Create an internal CLI using Just(blog.chay.dev) |
Create an internal CLI using Just(blog.chay.dev) |
https://docs.fabfile.org/en/latest/getting-started.html#adde...
If you are Python dev, you could specify Python dependencies for script using pep 723 https://iscinumpy.dev/post/pep723/ (nix might be an overkill).
For notebooks, workflows, personal playbooks, notes Org Babel could be used (emacs) Here's example code blocks in Haskell (but many other languages can be used such as shell, jupyter, plantuml) https://youtu.be/1qOFYluebBg?si=muGfsaC1kI7Cgpyw
One of my favorite features are subtree specific settings that enable remote shell commands by configuring :dir to /ssh:host:
Though commits on both projects are several months old
- two ways of producing the same file
- a command with no side effects
- not having to draw up a state machine
just can enumerate its own commands, which is minor but helpful
just can execute in multiple directories, and can descend directories
just treats spaces and tabs identically for indention, rather than space-indented for shell scripts and tab-indented for make commands
Make targets can be whatever you want, and don't have to produce files.
Make -n TARGET will list everything that Make thinks it needs to do to achieve TARGET, including anything that has to happen for any expressed dependencies (which can be tasks, and don't have to produce files).
Make recipes are arbitrary shell scripts that can do whatever you want, including changing directory. Make can also include other Makefiles, or call other Makefiles.
At its core, Make is a way to express "snippets of shell scripts, with a dependency graph between them". It can track files as dependency input and output -if you want-, but Make does not care if you don't. Call your targets whatever, and don't have them produce files. Boom, command runner. Make also has a powerful design, with a lot that you can do at parse-time.
And as it turns out, most tasks -do- have some amount of file dependencies. Maybe they need to consume a key file. Maybe they download a tarball. Maybe they produce a logfile that another task uploads. Being able to express as much (or as little) of that dependency graph as I want is a feature, not a bug.
Here are some of the differences I can recollect. Remember, you won't appreciate it until you try it.
- All tasks in just are phony. No file timestamp checks
- Just recipes can be in any scripting language within the same file. For example, you can write one recipe in bash, another in python and a third in perl, etc.
- Each line in a recipe in Make is executed in a different shell. You can't share variables between lines without using shell tricks. The same is the default for just as well. However, Just also allows you to write an entire recipe as a single script using shebang.
- Shell execution during variable assignment is done using backticks in just (just like bash). Make uses special function 'shell' for this.
- Recipe targets in Just can have parameters like bash functions do.
- Help strings for targets is easy in Just. You just place the string above the recipe. It's shown when you list the targets. Something similar can be done with Make, but using an additional hacky script.
- Just has a CLI to view and select targets. An emacs package also exists for the same.
- Some recipes can be private and wont show up in the listing.
- Just gives you the option to execute a recipe in the same directory as the Justfile, or in the current directory. It's a bit more complicated to do that in Makefile without the shell tricks.
* a way to list all available commands
* generate completions
* run shebang commands
.. and many more quality-of-life things.
It is probably possible to achieve these using `make`, but not without some hacking.
You can do all of this with make and make includes.
But it's simply not true that Make does all of that.
I moved from make about 5 years ago, never been happier.
By the logic that since make exists, and can do everything, then we really shouldn't build any new command runners. Since C exists and can do everything we really shouldn't use rust, zig, java, python.
Make is great, I've used it for nearly 30 years now, and it's really good at certain things, but it's not particularly good as a generic command runner. It's difficult to debug, it requires a lot of extra boilerplate text to be an ok command runner.
Just is a more ergonomic tool than make to use as a command runner, zsh is a more ergonomic tool to use as a shell than sh.
Yes make, when combined with some other tools like sed/awk can do everything that just can do, just not as easily, and it definitely requires a lot more depth of understanding to write a well formed Makefile than it does a well formed justfile.
But we get it, you don't want to try anything new.
Dismissing it as being for olds is short-sighted.
1. Someone wants to do it. Most open source is developed because someone just wants to. 2. You aren't happy with the language it's written in C vs Rust. 3. The tool is lacking some set of features that you want. 4. The tool isn't as easy to use as you would like. 5. The tool doesn't support some platform you care about. 6. Using the tool requires more knowledge or cognitive load than you would like. 7. The tool you are replacing has multiple variants that have different feature sets slightly different supported syntax (gnu make vs bsd make).
Same issue with bash. Having something that really cares about windows support is useful.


__The task__. Once you find the line with "Establish where penguin is." in the entries below, print it and each line after it up to and including the line with "This is a width=1024, height=768", exactly, without pictures.

__Extracted data__.

• • •

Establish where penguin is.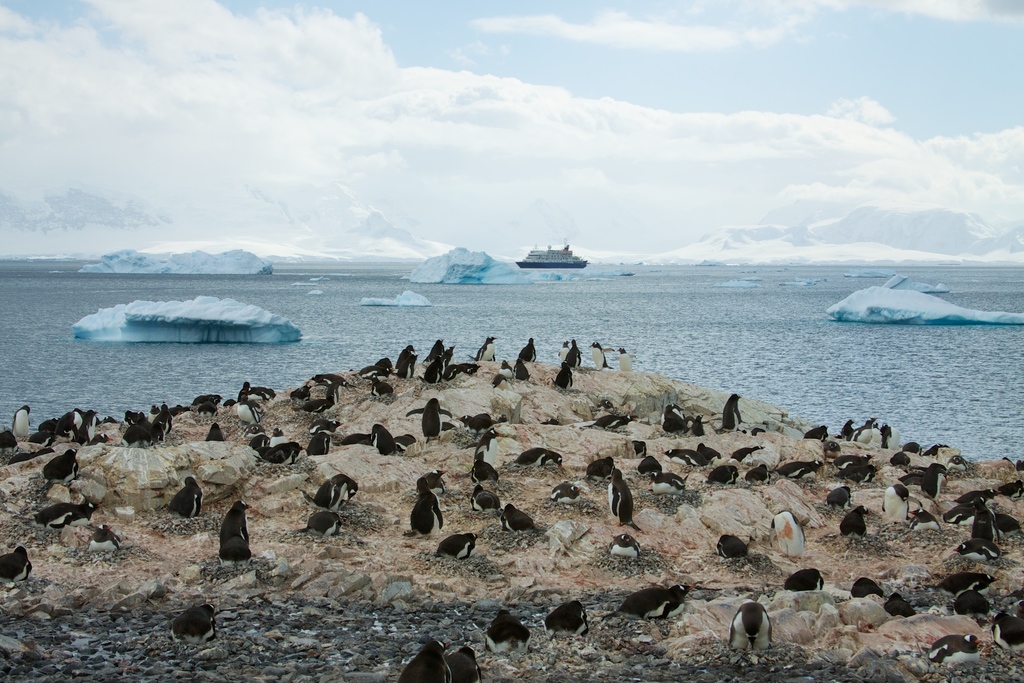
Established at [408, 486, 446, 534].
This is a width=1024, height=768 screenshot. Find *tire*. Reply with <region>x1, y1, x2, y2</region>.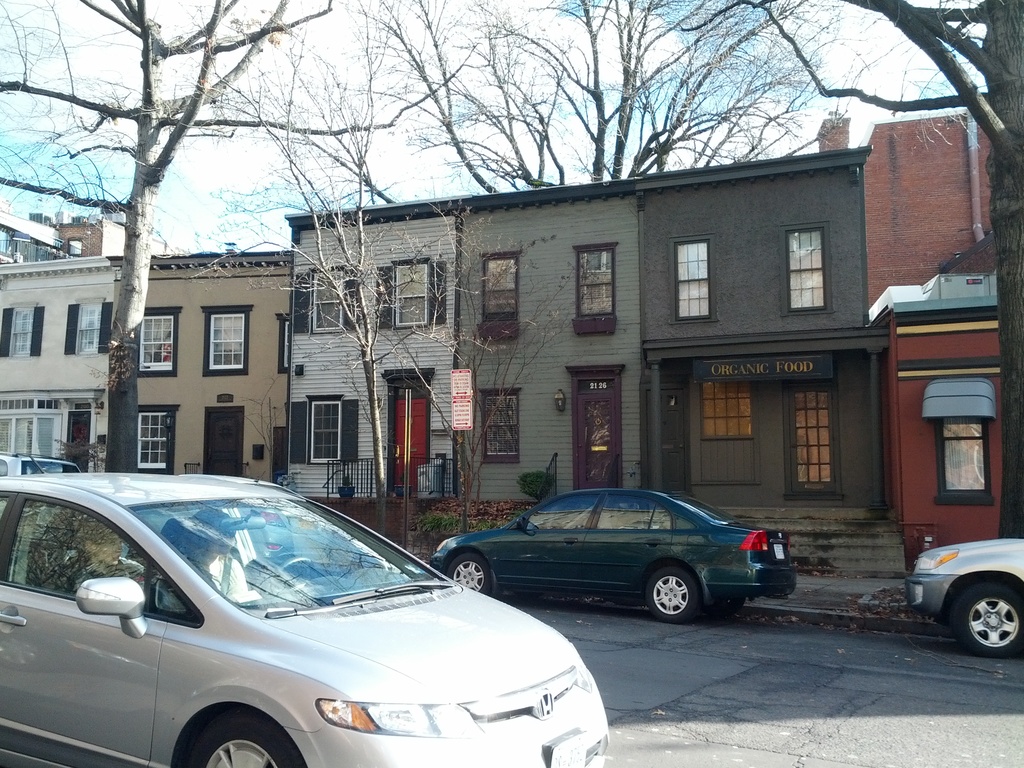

• • •

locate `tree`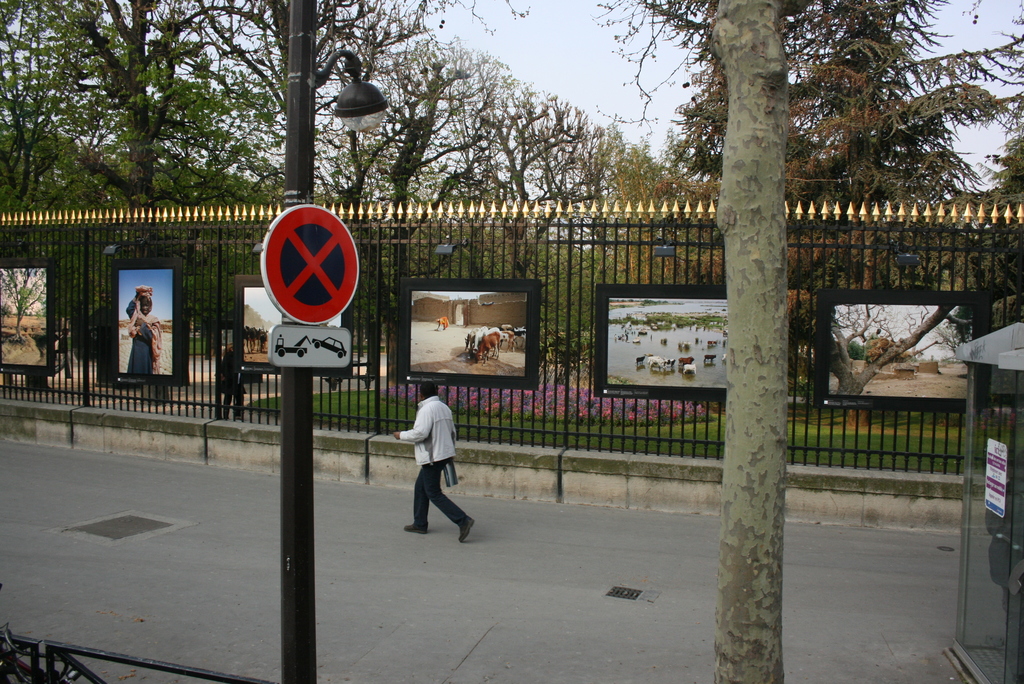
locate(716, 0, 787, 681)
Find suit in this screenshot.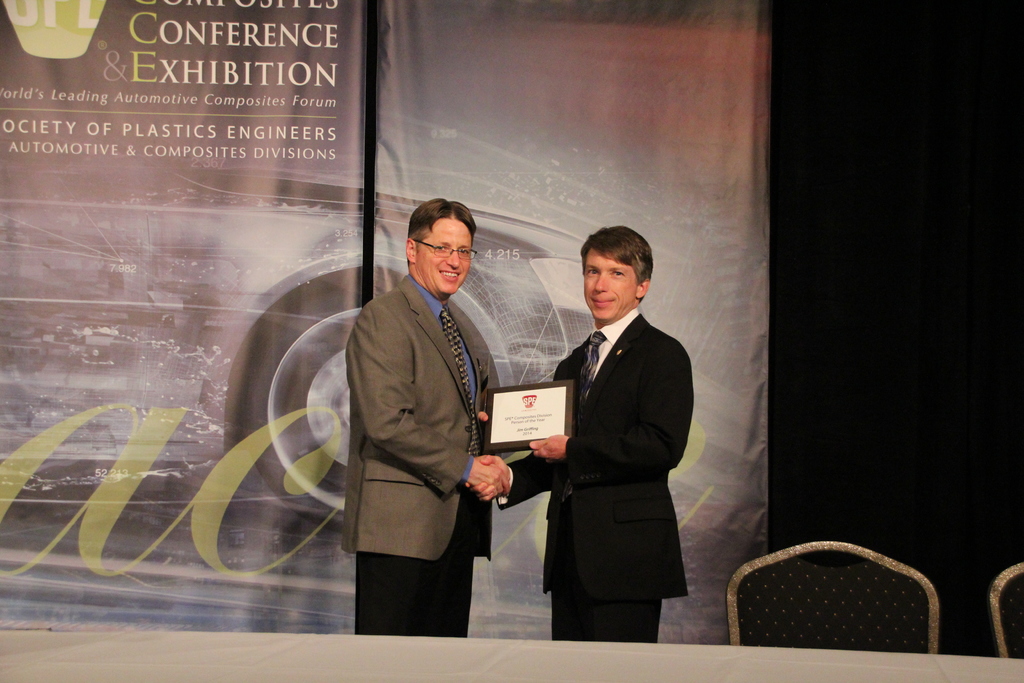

• • •

__Result below__.
Establish where penguin is.
Established at [408, 486, 446, 534].
This is a width=1024, height=768 screenshot. Find *tire*. Reply with <region>x1, y1, x2, y2</region>.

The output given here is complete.